I have a SceneCapture2D component that is rendering a world, but the reflection from the water is overly bright.
I removed all of the other assets and with just the water plane, the reflections were still bright. In toying with the water texture, the “Roughness” is set to zero, which seems to be causing it to be overly reflective - but I’m not sure why it’s so less prominent in the actual player view.
What could be causing the SceneCapture2D to look so different?
So you are going to want to edit the Post Processing Settings of the Scene Capture 2D Actor. There are two ways to going about doing this.
If you would like to have your post processing done on a per player camera basis, and not the world volume, you can modify the ‘Auto-Exposure’ setting for the darkness you are seeing by setting the Min and Max Brightness to 1.0.
Then modify the ‘Screen Space Reflections’ min roughness setting for the specular highlights of the water’s surface. The higher the value the less aggressive your specular highlights will appear.
It seems you are also using the ‘LDR’ or Low Dynamic Range instead of of the ‘HDR’ or High Dynamic Range for the Capture Source. HDR supports things like bloom and auto-exposure. You will want to use HDR for the scene capture actors to have an identical image to your active player camera.
As the second approach instead of modifying the values, you can also just try setting the ‘Post Process Blend Weight’ of your Scene Capture Actor to 0.0. This could be an easier fix, but eliminates the ability to control the Post Processing of those Scene Capture Actors.
If you come across more questions or need further help, please let me know.
My ultimate goal here is to replicate the player’s camera as much as humanly possible.
Modifying Auto-Exposure’s Min and Max brightness didn’t have a discernible effect on the LDR
There wasn’t a “Min” roughness, but modifying the “Max” roughness didn’t seem to have an effect on the “sparkly-ness” of the water on the LDR camera.
The settings you suggested are applied to the LDR SceneCapture2D images below - including Post Process Blend Weight = 0.
HDR vs. LDR
Changing to HDR meant that post-process effects attached to the camera (lens flare for example) seemed to not being captured by the SceneCapture2D.
HDR is definitely less sparkly - but it still does not look quite as soft as it does in the player camera (load the full PNG to detect this). It’s easier to notice in the HDR, but It appears that the water reflection is being blurred at a distance in the player camera, but not in the SceneCapture2D. This may be causing the “hard” look in the HDR SceneCapture2D?
HDR seems to be darker overall (easiest to tell by looking at the dark blue sky in the HUD and the lighter blue sky behind it in player camera. I read somewhere that the SceneCapture2D are not gamma corrected. I tried adding a “Power” node to the material with the Base=Texture and various constants for the exponent. I could get a little closer, but nothing that looked “right”. I may have been on the right track and just need to try more constants… but it seemed the closer I got to the sky matching, the further away from the shadow matching I was.
LDR is the Scene Capture 2D before post processing, so using HDR is going to give you the closest results to your players camera.
What I would do is make sure your Scene Capture 2D actor matches whatever the world Post Process Settings/Active Player Camera Post Process settings. This can be confusing as there is a World Post Processing (usually a volume) and then you have your player’s Camera Post Processing settings. There are a lot of ‘Show Flags’ within the Scene Capture 2D actor as well.
Go through all of these very carefully and get the settings to match up. Keep in mind, the scene capture resolution and size can be changed, which will affect the overall performance and quality of the image. Working with Scene Capture 2D’s need to be handled carefully as they can quickly bog down your project, since you are essentially rendering the scene again.
The shinning spark is caused by “realtimeupdate” flag, you can add some code into CreateSceneRenderer() in SceneCaptureRendering.cpp.
“ViewFamily.bRealtimeUpdate = true;”
I encountered this problem too and debugged it for 4 hours. The reason in my case turned out to be very silly: I’d put SceneCapture2D as a part of actor blueprint. When I placed that actor in the scene, I scaled it to 0.1 to make it look tiny. This apparently didn’t worked. Along with this, make sure LDR is used (instead of HDR) and it looks pretty good now.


## TASK
Check every line of the data for the string "Eskimo" and copy the ones that have it.
*** TASK INPUT ***
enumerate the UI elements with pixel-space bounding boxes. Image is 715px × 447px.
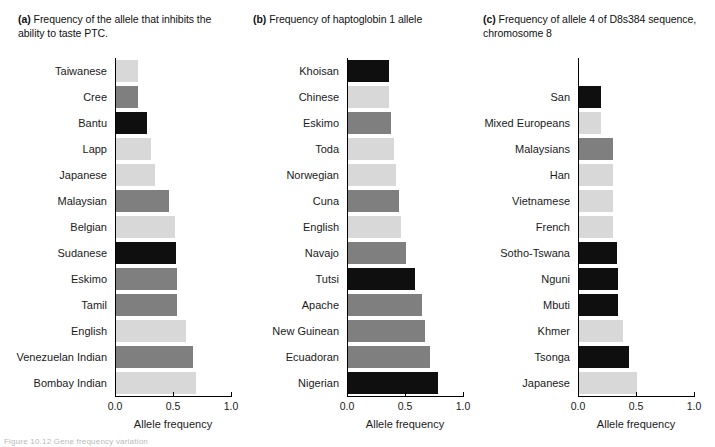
panel-c-title: (c) Frequency of allele 4 of D8s384 sequ…	[483, 13, 707, 40]
x-axis-tick	[405, 392, 406, 396]
bar-row: Han	[472, 162, 712, 188]
bar-row-label: Belgian	[0, 214, 113, 240]
x-axis-tick-label: 0.5	[153, 400, 193, 412]
bar-row: Taiwanese	[0, 58, 240, 84]
bar-row-label: Tamil	[0, 292, 113, 318]
bar-row-label: Cuna	[240, 188, 345, 214]
bar-row: Cuna	[240, 188, 480, 214]
bar-row: Tsonga	[472, 344, 712, 370]
bar-row-label: Nguni	[472, 266, 576, 292]
bar-row: Bombay Indian	[0, 370, 240, 396]
bar-row-label: New Guinean	[240, 318, 345, 344]
bar-row: New Guinean	[240, 318, 480, 344]
bar	[116, 346, 193, 368]
bar-row: Mbuti	[472, 292, 712, 318]
panel-b-letter: (b)	[253, 13, 266, 25]
bar-row: Eskimo	[0, 266, 240, 292]
bar	[348, 60, 389, 82]
bar-row-label: Apache	[240, 292, 345, 318]
bar	[579, 216, 613, 238]
bar	[579, 346, 629, 368]
panel-c-title-text: Frequency of allele 4 of D8s384 sequence…	[483, 13, 696, 39]
bar-row: Norwegian	[240, 162, 480, 188]
x-axis-tick-label: 0.5	[385, 400, 425, 412]
x-axis-line	[347, 396, 464, 397]
x-axis-tick	[231, 392, 232, 396]
bar-row: San	[472, 84, 712, 110]
panel-c-letter: (c)	[483, 13, 496, 25]
bar	[116, 60, 138, 82]
bar	[348, 86, 389, 108]
bar-row-label: English	[0, 318, 113, 344]
x-axis-tick-label: 0.0	[327, 400, 367, 412]
bar	[348, 320, 425, 342]
bar	[116, 372, 196, 394]
panel-a: (a) Frequency of the allele that inhibit…	[0, 0, 240, 447]
bar-row-label: Mbuti	[472, 292, 576, 318]
bar	[116, 294, 177, 316]
bar-row: Chinese	[240, 84, 480, 110]
bar-row-label: Nigerian	[240, 370, 345, 396]
bar-row: Navajo	[240, 240, 480, 266]
bar-row-label: Japanese	[472, 370, 576, 396]
bar	[116, 268, 177, 290]
bar	[579, 268, 618, 290]
bar-row: Sudanese	[0, 240, 240, 266]
bar	[579, 112, 601, 134]
bar-row-label: Ecuadoran	[240, 344, 345, 370]
bar	[348, 294, 422, 316]
bar	[116, 320, 186, 342]
x-axis-tick-label: 0.0	[95, 400, 135, 412]
x-axis-tick	[173, 392, 174, 396]
bar-row: Lapp	[0, 136, 240, 162]
bar-row-label: English	[240, 214, 345, 240]
bar-row: Vietnamese	[472, 188, 712, 214]
bar	[579, 242, 617, 264]
panel-b: (b) Frequency of haptoglobin 1 allele Kh…	[240, 0, 472, 447]
x-axis-tick-label: 0.0	[558, 400, 598, 412]
bar	[348, 242, 406, 264]
panel-b-title: (b) Frequency of haptoglobin 1 allele	[253, 13, 463, 27]
x-axis-tick	[347, 392, 348, 396]
bar-row: Japanese	[472, 370, 712, 396]
bar-row-label: Navajo	[240, 240, 345, 266]
x-axis-line	[578, 396, 695, 397]
bar-row: Bantu	[0, 110, 240, 136]
bar-row: Nguni	[472, 266, 712, 292]
x-axis-tick-label: 1.0	[674, 400, 714, 412]
bar	[579, 86, 601, 108]
bar-row-label: San	[472, 84, 576, 110]
bar	[116, 164, 155, 186]
y-axis-line	[578, 58, 579, 396]
bar-row-label: Vietnamese	[472, 188, 576, 214]
bar-row-label: Eskimo	[0, 266, 113, 292]
bar-row: Eskimo	[240, 110, 480, 136]
bar-row: English	[240, 214, 480, 240]
bar-row: Venezuelan Indian	[0, 344, 240, 370]
bar-row: Toda	[240, 136, 480, 162]
panel-b-title-text: Frequency of haptoglobin 1 allele	[269, 13, 422, 25]
bar-row: Belgian	[0, 214, 240, 240]
panel-a-title: (a) Frequency of the allele that inhibit…	[18, 13, 230, 40]
bar-row-label: Khoisan	[240, 58, 345, 84]
panel-a-title-text: Frequency of the allele that inhibits th…	[18, 13, 211, 39]
bar	[348, 372, 438, 394]
bar	[116, 138, 151, 160]
bar	[348, 268, 415, 290]
x-axis-tick	[115, 392, 116, 396]
bar-row-label: Sotho-Tswana	[472, 240, 576, 266]
bar-row-label: Bombay Indian	[0, 370, 113, 396]
bar-row-label: Tsonga	[472, 344, 576, 370]
bar-row-label: Mixed Europeans	[472, 110, 576, 136]
bar-row: French	[472, 214, 712, 240]
bar	[116, 242, 176, 264]
bar-row-label: Han	[472, 162, 576, 188]
bar-row-label: Eskimo	[240, 110, 345, 136]
x-axis-line	[115, 396, 232, 397]
bar-row: Tutsi	[240, 266, 480, 292]
panel-a-letter: (a)	[18, 13, 31, 25]
x-axis-tick	[694, 392, 695, 396]
bar-row-label: Norwegian	[240, 162, 345, 188]
bar	[348, 138, 394, 160]
bar-row-label: Lapp	[0, 136, 113, 162]
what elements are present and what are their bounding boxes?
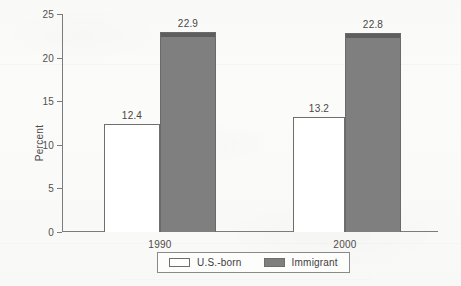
gray-filled-swatch-icon	[264, 258, 285, 267]
white-outlined-swatch-icon	[169, 258, 190, 267]
legend-item-usborn[interactable]: U.S.-born	[169, 257, 242, 268]
y-tick-mark	[57, 145, 62, 146]
y-tick-label: 0	[48, 227, 54, 238]
x-axis-label-2000: 2000	[333, 239, 356, 250]
bar-value-label: 12.4	[122, 110, 142, 121]
legend-label: U.S.-born	[197, 257, 242, 268]
bar-value-label: 13.2	[309, 103, 329, 114]
bar-2000-immigrant[interactable]: 22.8	[345, 33, 401, 232]
scan-streak	[120, 279, 371, 280]
legend-label: Immigrant	[292, 257, 338, 268]
y-tick-mark	[57, 188, 62, 189]
x-axis-label-1990: 1990	[148, 239, 171, 250]
scan-streak	[0, 243, 461, 244]
chart-legend: U.S.-born Immigrant	[157, 252, 350, 273]
bar-1990-immigrant[interactable]: 22.9	[160, 32, 216, 232]
y-tick-mark	[57, 14, 62, 15]
bar-2000-usborn[interactable]: 13.2	[293, 117, 345, 232]
y-tick-label: 25	[42, 9, 54, 20]
y-tick-label: 5	[48, 183, 54, 194]
y-tick-mark	[57, 101, 62, 102]
y-tick-label: 20	[42, 52, 54, 63]
bar-value-label: 22.8	[363, 19, 383, 30]
y-tick-label: 15	[42, 96, 54, 107]
y-tick-mark	[57, 58, 62, 59]
bar-1990-usborn[interactable]: 12.4	[104, 124, 160, 232]
y-axis-line	[62, 14, 63, 232]
plot-area: 25 20 15 10 5 0 12.4 22.9 1990	[62, 14, 438, 232]
y-tick-mark	[57, 232, 62, 233]
y-tick-label: 10	[42, 139, 54, 150]
legend-item-immigrant[interactable]: Immigrant	[264, 257, 338, 268]
bar-value-label: 22.9	[178, 18, 198, 29]
chart-page: Percent 25 20 15 10 5 0	[0, 0, 461, 286]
***
## TASK RESPONSE
bar-row: Eskimo	[0, 266, 240, 292]
bar-row-label: Eskimo	[0, 266, 113, 292]
bar-row: Eskimo	[240, 110, 480, 136]
bar-row-label: Eskimo	[240, 110, 345, 136]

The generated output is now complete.